Cross Currents's Eytan Kobre has evidently been reading some of the recent blog discussion about the Bat Mitzvah celebration as an example of the 20th century adaptation by Orthodoxy to modern mores. There are a number of posekim who discuss the permissibility of the Bat Mitzvah, from the Seridei Esh to the Iggeros Moshe. Kobre is skeptical that Mordecai Kaplan really did "invent" the Bat Mitzvah (although he allows that Kaplan is the "dude who invented Reconstructionism (patent pending)").
How, you ask, do I know the bat mitzvah was Kaplan’s baby? Because, over the years, I must have read the same sentence in at least 5 or 6 different Jewish papers or books, and always with a sober air of authority (those familiar with the literature know that received wisdom of this sort about the Orthodox tends to get regurgitated repeatedly), in roughly these words: “Even the Orthodox have been influenced by the other movements to accomodate modernity*, as in their adoption of the bat mitzvah ceremony first performed by Mordecai Kaplan.” What a gas.To an extent I agree with Kobre. I don't think that Orthodox Jews who make Bat Mitzvah parties for their daughters are consciously influenced by Reconstructionism. But the Orthodox Bat Mitzvah was not created ex nihilo. It came from somewhere. Unless Kobre can provide a different, plausible point of origin, there is little reason to assume that the seeds of this idea wasn't initiated by Mordecai Kaplan in the 20th century. No one is saying that Orthodox Jews said "Hey, those Reconstructionists (patent pending) have a great idea. Let's make a party for our Chani when she turns 12 just as we made one for Shloimy when he became 13." Or at least I'm not saying it. Sometimes that is how influence works. It is overt. But it is likely-to-certain that this isn't the case here. What happened was that the Bat Mitzvah celebration was initiated by Mordecai Kaplan and the latent idea was released, as it were, into the atmosphere. Formerly a young lady's ascension to gedola-hood went marked primarily by fasting with the adults. Fast forward 60 or 70 years later and even in chareidi circles (although not in all) a young lady has the occasion marked by, if not a seudas mitzvah, then a party with her friends. This did not happen and probably would not have happened in the 14th century. It happened in the 20th century. Why? Because of external influences and pressures on Orthodox Jews to adapt to the reality that 12 year old girls cannot accept that their transition to halakhic maturity would go unnoticed while that of their brothers would be a communal celebration (to say nothing of a catered affair, another 20th century adaptation to something-or-other).
*In fact there are obvious examples of this, notably the patently-not-controversial-now idea of a rabbi addressing his congregation in the vernacular.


▶ _TASK GOAL_
Of all the entries below, only the lines from the one with "This screenshot has width=1400, height=657." up to and including the one with "The height and width of the screenshot is (396, 626)." are to be duplicated exactly.
=== INPUT ===
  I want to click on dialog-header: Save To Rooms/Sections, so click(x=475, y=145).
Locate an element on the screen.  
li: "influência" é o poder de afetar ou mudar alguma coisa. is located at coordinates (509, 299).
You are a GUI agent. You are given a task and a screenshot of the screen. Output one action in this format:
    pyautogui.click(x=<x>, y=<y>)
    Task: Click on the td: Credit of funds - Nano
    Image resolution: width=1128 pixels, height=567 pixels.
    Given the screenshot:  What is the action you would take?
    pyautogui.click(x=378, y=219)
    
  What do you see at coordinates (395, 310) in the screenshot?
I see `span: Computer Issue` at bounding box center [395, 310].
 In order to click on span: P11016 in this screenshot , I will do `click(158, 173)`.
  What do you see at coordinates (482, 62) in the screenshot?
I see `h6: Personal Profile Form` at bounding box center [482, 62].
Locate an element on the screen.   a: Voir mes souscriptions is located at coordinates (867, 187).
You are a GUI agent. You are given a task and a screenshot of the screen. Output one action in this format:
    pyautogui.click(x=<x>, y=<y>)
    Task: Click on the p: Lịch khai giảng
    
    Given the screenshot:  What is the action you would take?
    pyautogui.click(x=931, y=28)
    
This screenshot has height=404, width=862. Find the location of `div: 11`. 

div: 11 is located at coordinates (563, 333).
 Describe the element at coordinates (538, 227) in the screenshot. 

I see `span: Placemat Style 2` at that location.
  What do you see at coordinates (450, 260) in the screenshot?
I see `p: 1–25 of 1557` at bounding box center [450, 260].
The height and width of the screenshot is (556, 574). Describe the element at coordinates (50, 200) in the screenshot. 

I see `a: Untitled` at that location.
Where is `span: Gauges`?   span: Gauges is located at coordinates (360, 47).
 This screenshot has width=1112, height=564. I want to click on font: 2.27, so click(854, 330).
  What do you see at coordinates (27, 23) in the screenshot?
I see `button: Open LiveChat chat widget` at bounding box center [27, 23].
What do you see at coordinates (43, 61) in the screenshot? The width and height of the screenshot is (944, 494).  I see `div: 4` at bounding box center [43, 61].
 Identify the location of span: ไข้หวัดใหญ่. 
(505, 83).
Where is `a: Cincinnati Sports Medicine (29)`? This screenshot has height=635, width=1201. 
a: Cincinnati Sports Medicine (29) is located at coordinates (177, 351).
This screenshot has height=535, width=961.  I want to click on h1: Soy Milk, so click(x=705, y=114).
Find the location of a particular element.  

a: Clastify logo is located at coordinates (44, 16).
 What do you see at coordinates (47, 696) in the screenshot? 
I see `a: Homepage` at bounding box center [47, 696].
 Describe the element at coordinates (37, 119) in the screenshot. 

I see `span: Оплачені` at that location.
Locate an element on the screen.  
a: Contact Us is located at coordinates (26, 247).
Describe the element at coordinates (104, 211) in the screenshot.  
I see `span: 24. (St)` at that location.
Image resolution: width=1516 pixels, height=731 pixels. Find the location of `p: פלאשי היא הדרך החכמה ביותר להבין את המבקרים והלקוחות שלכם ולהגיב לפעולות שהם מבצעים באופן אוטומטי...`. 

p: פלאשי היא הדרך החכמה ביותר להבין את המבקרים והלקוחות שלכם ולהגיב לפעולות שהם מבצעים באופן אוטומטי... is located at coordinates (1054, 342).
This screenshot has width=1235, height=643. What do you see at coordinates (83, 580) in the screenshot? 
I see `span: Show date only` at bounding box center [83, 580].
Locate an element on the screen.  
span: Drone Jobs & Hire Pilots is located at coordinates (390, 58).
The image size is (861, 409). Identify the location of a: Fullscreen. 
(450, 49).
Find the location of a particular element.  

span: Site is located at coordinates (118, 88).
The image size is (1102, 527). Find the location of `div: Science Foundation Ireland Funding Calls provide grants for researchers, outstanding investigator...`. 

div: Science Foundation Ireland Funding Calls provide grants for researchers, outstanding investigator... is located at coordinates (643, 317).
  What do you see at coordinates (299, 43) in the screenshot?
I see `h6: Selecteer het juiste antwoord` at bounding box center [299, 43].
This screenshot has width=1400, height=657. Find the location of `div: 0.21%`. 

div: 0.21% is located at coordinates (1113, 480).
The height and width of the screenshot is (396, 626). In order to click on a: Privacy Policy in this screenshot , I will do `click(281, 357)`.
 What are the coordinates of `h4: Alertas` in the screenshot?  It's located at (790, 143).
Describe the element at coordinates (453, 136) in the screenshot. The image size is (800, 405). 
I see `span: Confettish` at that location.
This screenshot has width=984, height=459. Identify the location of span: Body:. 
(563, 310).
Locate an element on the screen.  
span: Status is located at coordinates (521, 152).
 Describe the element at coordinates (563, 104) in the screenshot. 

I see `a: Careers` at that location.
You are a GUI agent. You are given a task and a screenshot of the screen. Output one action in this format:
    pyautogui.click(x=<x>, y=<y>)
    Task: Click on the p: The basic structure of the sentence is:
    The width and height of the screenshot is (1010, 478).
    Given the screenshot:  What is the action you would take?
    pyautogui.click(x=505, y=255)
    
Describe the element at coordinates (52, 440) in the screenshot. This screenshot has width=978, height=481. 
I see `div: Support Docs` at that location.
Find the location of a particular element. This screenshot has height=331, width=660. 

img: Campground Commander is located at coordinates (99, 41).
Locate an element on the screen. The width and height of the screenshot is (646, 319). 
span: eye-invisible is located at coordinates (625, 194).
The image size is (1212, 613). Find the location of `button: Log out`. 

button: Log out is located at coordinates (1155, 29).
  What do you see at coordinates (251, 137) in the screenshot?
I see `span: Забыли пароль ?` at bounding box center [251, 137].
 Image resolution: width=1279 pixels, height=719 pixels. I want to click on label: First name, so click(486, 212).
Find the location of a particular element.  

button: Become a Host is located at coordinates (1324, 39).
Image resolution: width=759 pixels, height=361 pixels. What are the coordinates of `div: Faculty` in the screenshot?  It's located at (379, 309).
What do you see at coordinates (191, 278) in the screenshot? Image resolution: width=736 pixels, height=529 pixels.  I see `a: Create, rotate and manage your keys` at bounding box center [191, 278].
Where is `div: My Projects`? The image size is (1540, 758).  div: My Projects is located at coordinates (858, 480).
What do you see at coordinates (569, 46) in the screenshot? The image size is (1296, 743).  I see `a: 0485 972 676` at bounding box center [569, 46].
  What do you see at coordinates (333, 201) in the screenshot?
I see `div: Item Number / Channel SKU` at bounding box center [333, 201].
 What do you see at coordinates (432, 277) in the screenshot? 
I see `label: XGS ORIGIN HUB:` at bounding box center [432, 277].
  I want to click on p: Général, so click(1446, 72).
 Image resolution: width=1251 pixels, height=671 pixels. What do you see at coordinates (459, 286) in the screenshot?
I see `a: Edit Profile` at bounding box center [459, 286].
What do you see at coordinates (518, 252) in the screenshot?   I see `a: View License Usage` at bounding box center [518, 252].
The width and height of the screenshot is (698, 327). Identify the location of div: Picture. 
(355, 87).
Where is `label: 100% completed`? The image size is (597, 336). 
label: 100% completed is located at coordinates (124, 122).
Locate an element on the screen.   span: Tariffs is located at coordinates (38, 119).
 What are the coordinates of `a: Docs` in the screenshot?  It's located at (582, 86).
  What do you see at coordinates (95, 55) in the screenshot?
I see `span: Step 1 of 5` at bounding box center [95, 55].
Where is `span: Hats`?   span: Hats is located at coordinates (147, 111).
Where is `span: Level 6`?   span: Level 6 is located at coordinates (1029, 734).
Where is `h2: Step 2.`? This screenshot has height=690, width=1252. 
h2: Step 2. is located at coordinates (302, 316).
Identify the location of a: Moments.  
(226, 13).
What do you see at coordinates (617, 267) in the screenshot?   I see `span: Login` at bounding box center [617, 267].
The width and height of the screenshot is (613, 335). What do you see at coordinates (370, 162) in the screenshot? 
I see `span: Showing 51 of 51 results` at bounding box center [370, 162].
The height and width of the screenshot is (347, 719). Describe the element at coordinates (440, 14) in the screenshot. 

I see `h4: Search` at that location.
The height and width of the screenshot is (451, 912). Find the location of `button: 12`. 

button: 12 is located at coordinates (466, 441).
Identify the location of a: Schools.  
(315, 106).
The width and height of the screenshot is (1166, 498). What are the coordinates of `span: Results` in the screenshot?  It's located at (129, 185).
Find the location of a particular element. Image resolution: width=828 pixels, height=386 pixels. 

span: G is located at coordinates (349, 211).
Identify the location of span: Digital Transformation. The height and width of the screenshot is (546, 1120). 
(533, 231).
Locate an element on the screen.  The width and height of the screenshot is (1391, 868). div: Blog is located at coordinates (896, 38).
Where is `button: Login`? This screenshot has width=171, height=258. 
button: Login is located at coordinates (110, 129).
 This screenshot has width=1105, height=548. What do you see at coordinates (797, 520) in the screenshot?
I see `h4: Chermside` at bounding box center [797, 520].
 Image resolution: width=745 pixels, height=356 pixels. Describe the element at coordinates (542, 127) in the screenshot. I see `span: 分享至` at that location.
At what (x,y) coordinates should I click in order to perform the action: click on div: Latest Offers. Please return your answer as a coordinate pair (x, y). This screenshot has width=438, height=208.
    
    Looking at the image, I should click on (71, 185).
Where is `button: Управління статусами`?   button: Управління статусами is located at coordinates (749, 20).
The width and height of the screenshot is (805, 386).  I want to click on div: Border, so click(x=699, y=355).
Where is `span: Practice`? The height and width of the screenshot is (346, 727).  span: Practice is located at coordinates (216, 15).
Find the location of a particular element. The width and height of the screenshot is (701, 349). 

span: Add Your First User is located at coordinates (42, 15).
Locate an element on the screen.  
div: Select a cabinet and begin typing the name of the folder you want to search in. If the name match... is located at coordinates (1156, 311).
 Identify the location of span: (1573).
===
▶ _WRITTEN REPLY_
This screenshot has width=1400, height=657. Find the location of `div: 0.21%`. 

div: 0.21% is located at coordinates (1113, 480).
The height and width of the screenshot is (396, 626). In order to click on a: Privacy Policy in this screenshot , I will do `click(281, 357)`.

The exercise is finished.